From: Laval Hunsucker <[log in to unmask]>
Date: Tue, 13 Dec 2011 09:51:18 -0800
Glad to have this latest installment of statistics from your
continuing unobtrusive observational research, as I suppose a social
scientist would normally call it. And I'm wondering about the point of
the study -- that is to say:
Is there in fact a population to which you're hopeful of generalizing
from this sample, broader than let's say all current Sunday train
takers between D.C. and Wilmington (or Philly, NYC, . . .)? -- People
in general? Readers in general? Train travelers in general?
Travelers in general? Adult residents of the north-central U.S. East
Coast? Today's Americans?
Anyway, another perhaps interesting research question might be the
extent to which choosing to travel by train, or by a certain kind of
train such as the I assume more expensive Acela, in the first place,
correlates positively with fondness for reading. (Also: the degree to
which the *content*/genre etc. dictates or influences the choice of
medium (device or codex) or, alternatively, the other way around.) And
would you observe the same codex/device ratios in an airport, or say a
hospital, waiting area? on the deck of a cruise ship? at the doctor's
office? among readers in their own homes?
Incidentally,
> Twenty years ago, the choices were read or sleep. Then it
> was read, sleep, or type. Now it's read, sleep, type, or divert
> yourself with video (numerous tablets doing that) or facebook
> or texting or twittering or . . . .
Aren't you leaving out another important choice, for both then and now
(apart from staring out the window): i.e., conversing with a
fellow-passenger or passengers, either travel-mates or strangers? In
this country at least (OK -- insofar as I am the unobtrusive observing
party on local but, even more so, express trains), this choice is so
commonly operative that it frequently hinders me and many others in
our reading activity -- be that in codex- or device-enabled form.
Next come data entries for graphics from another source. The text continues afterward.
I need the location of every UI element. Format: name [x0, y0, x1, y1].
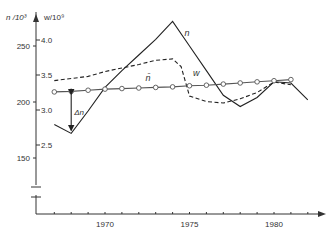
series-label-n: n — [184, 28, 189, 38]
data-point — [120, 86, 125, 91]
y-right-tick-label: 3.0 — [41, 106, 53, 115]
series-n — [54, 21, 307, 133]
delta-n-label: Δn — [73, 108, 84, 117]
data-point — [187, 83, 192, 88]
data-point — [69, 89, 74, 94]
y-right-tick-label: 3.5 — [41, 71, 53, 80]
data-point — [137, 86, 142, 91]
data-point — [221, 82, 226, 87]
data-point — [289, 77, 294, 82]
data-point — [86, 88, 91, 93]
data-point — [153, 85, 158, 90]
data-point — [238, 81, 243, 86]
data-point — [272, 78, 277, 83]
data-point — [204, 83, 209, 88]
y-left-tick-label: 150 — [17, 154, 31, 163]
y-right-label: w/10⁹ — [43, 13, 64, 22]
labels: n /10³w/10⁹nwn̄Δn — [6, 13, 200, 130]
data-point — [103, 87, 108, 92]
series-label-w: w — [193, 68, 200, 78]
data-point — [170, 85, 175, 90]
data-point — [255, 80, 260, 85]
data-point — [52, 90, 57, 95]
axes: 1970197519801502002502.53.03.54.0 — [17, 12, 326, 229]
series-label-n-bar: n̄ — [146, 73, 151, 83]
series-group — [52, 21, 308, 133]
line-chart: 1970197519801502002502.53.03.54.0 n /10³… — [0, 0, 331, 231]
y-right-tick-label: 2.5 — [41, 141, 53, 150]
x-tick-label: 1975 — [181, 220, 199, 229]
x-tick-label: 1970 — [96, 220, 114, 229]
x-tick-label: 1980 — [265, 220, 283, 229]
y-left-tick-label: 250 — [17, 42, 31, 51]
y-right-tick-label: 4.0 — [41, 36, 53, 45]
y-left-tick-label: 200 — [17, 98, 31, 107]
y-left-label: n /10³ — [6, 13, 27, 22]
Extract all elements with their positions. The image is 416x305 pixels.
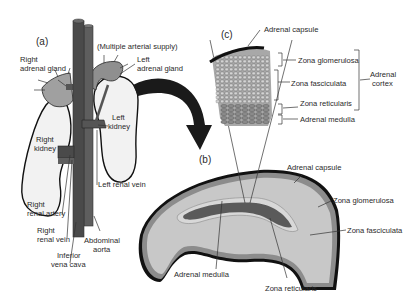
cortex-cell [243,60,246,63]
cortex-cell [221,80,224,83]
right-renal-vein-label-2: renal vein [37,235,70,244]
right-kidney-label-1: Right [36,135,55,144]
medulla-cell [221,112,227,115]
cortex-cell [216,60,219,63]
cortex-cell [239,76,242,79]
cortex-cell [266,96,269,99]
medulla-cell [249,104,255,107]
cortex-cell [248,64,251,67]
cortex-cell [221,84,224,87]
cortex-cell [248,92,251,95]
cortex-cell [243,84,246,87]
c-zona-reticularis-label: Zona reticularis [300,99,352,108]
medulla-cell [242,108,248,111]
cortex-cell [252,80,255,83]
cortex-cell [243,88,246,91]
right-renal-vein-label-1: Right [37,226,56,235]
adrenal-cortex-label-2: cortex [372,79,393,88]
cortex-cell [225,100,228,103]
medulla-cell [256,108,262,111]
cortex-cell [239,72,242,75]
cortex-cell [216,68,219,71]
medulla-cell [228,120,234,123]
cortex-cell [243,96,246,99]
cortex-cell [261,76,264,79]
cortex-cell [230,88,233,91]
medulla-cell [235,120,241,123]
c-zona-glomerulosa-label: Zona glomerulosa [298,56,360,65]
cortex-cell [234,56,237,59]
medulla-cell [228,104,234,107]
cortex-cell [243,100,246,103]
cortex-cell [216,84,219,87]
cortex-cell [257,80,260,83]
cortex-cell [239,92,242,95]
cortex-cell [234,96,237,99]
abdominal-aorta-label-1: Abdominal [84,236,120,245]
adrenal-gland-diagram: (a) (Multiple arterial supply) Right adr… [0,0,416,305]
cortex-cell [221,96,224,99]
medulla-cell [242,112,248,115]
cortex-cell [239,56,242,59]
multiple-arterial-supply-label: (Multiple arterial supply) [97,42,178,51]
left-adrenal-gland-label-1: Left [137,55,151,64]
medulla-cell [235,104,241,107]
cortex-cell [221,60,224,63]
cortex-cell [257,92,260,95]
panel-c-label: (c) [221,29,233,40]
cortex-cell [221,88,224,91]
cortex-cell [248,60,251,63]
zona-reticularis-label: Zona reticularis [265,284,317,293]
cortex-cell [257,72,260,75]
right-adrenal-gland-label-1: Right [20,55,39,64]
cortex-cell [261,72,264,75]
cortex-cell [230,76,233,79]
medulla-cell [263,104,269,107]
medulla-cell [256,104,262,107]
cortex-cell [261,68,264,71]
medulla-cell [256,116,262,119]
left-kidney-label-1: Left [112,113,126,122]
cortex-cell [266,92,269,95]
cortex-cell [266,64,269,67]
medulla-cell [235,116,241,119]
c-adrenal-capsule-label: Adrenal capsule [264,25,318,34]
inferior-vena-cava-label-2: vena cava [51,260,86,269]
medulla-cell [256,120,262,123]
adrenal-cortex-label-1: Adrenal [370,70,396,79]
panel-c: (c) Adrenal capsule Zona glomerulosa Zon… [210,25,396,126]
medulla-cell [221,108,227,111]
medulla-cell [235,112,241,115]
cortex-cell [257,100,260,103]
cortex-cell [234,100,237,103]
cortex-cell [216,64,219,67]
cortex-cell [266,72,269,75]
medulla-cell [249,112,255,115]
cortex-cell [261,96,264,99]
cortex-cell [230,64,233,67]
cortex-cell [234,64,237,67]
cortex-cell [239,64,242,67]
cortex-cell [234,72,237,75]
medulla-cell [263,116,269,119]
inferior-vena-cava-label-1: Inferior [57,251,81,260]
left-renal-vein-label: Left renal vein [98,180,146,189]
cortex-cell [225,60,228,63]
cortex-cell [230,84,233,87]
cortex-cell [261,64,264,67]
medulla-cell [221,116,227,119]
right-kidney-label-2: kidney [34,144,56,153]
cortex-cell [239,68,242,71]
cortex-cell [221,64,224,67]
medulla-cell [221,104,227,107]
cortex-cell [225,72,228,75]
cortex-cell [248,76,251,79]
cortex-cell [234,68,237,71]
cortex-cell [261,84,264,87]
medulla-cell [249,116,255,119]
zona-glomerulosa-label: Zona glomerulosa [333,196,395,205]
cortex-cell [221,92,224,95]
cortex-cell [216,76,219,79]
cortex-cell [239,84,242,87]
cortex-cell [257,68,260,71]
Some reports of empirical research on reading in trains does exist, by
the way. Interestingly, a recent study on German trains (reported by
Kamp, Kilincsoy, & Vink in _Ergonomics_ 54.11 (Nov 2011), on
p.1029-1042) revealed that "the most observed activity was talking and
discussing, closely followed by relaxing and reading". Although a 2007
study (Khan & Sundström, "Effects of vibration on sedentary activities
in passenger trains", in _Journal of low frequency noise, vibration
and active control_ 26.1, p.43-55) found "chatting with other
passengers" a frequent activity on Swedish trains though less so than
reading, a master's thesis from the same year found "that the top
three activities on trains in India were talking to fellow passengers,
no particular activity (interpreted as relaxing) and reading". It
seems we could use a whole lot of further, preferably also
qualitative, research in this area.
Then again, there are those who might *like* to read but don't because
the combination of reading and movement makes them nauseous. Or worse.
Interestingly enough, there was a short piece in the Christmas 1872
number of _Bow bells : a magazine of general literature and art for
family reading_, on p.532, called "Reading in the trains". There you
will even find stated: "The practice of reading in railway trains has
often been objected to by medical authorities ... and if the practice
of railroad reading is persisted in, [it] must result in permanent
injury. ... The safe and prudent mode is to read little, if any. The
deliberate finishing of volumes in railway trains is highly
detrimental." Has our technology improved that much :-)?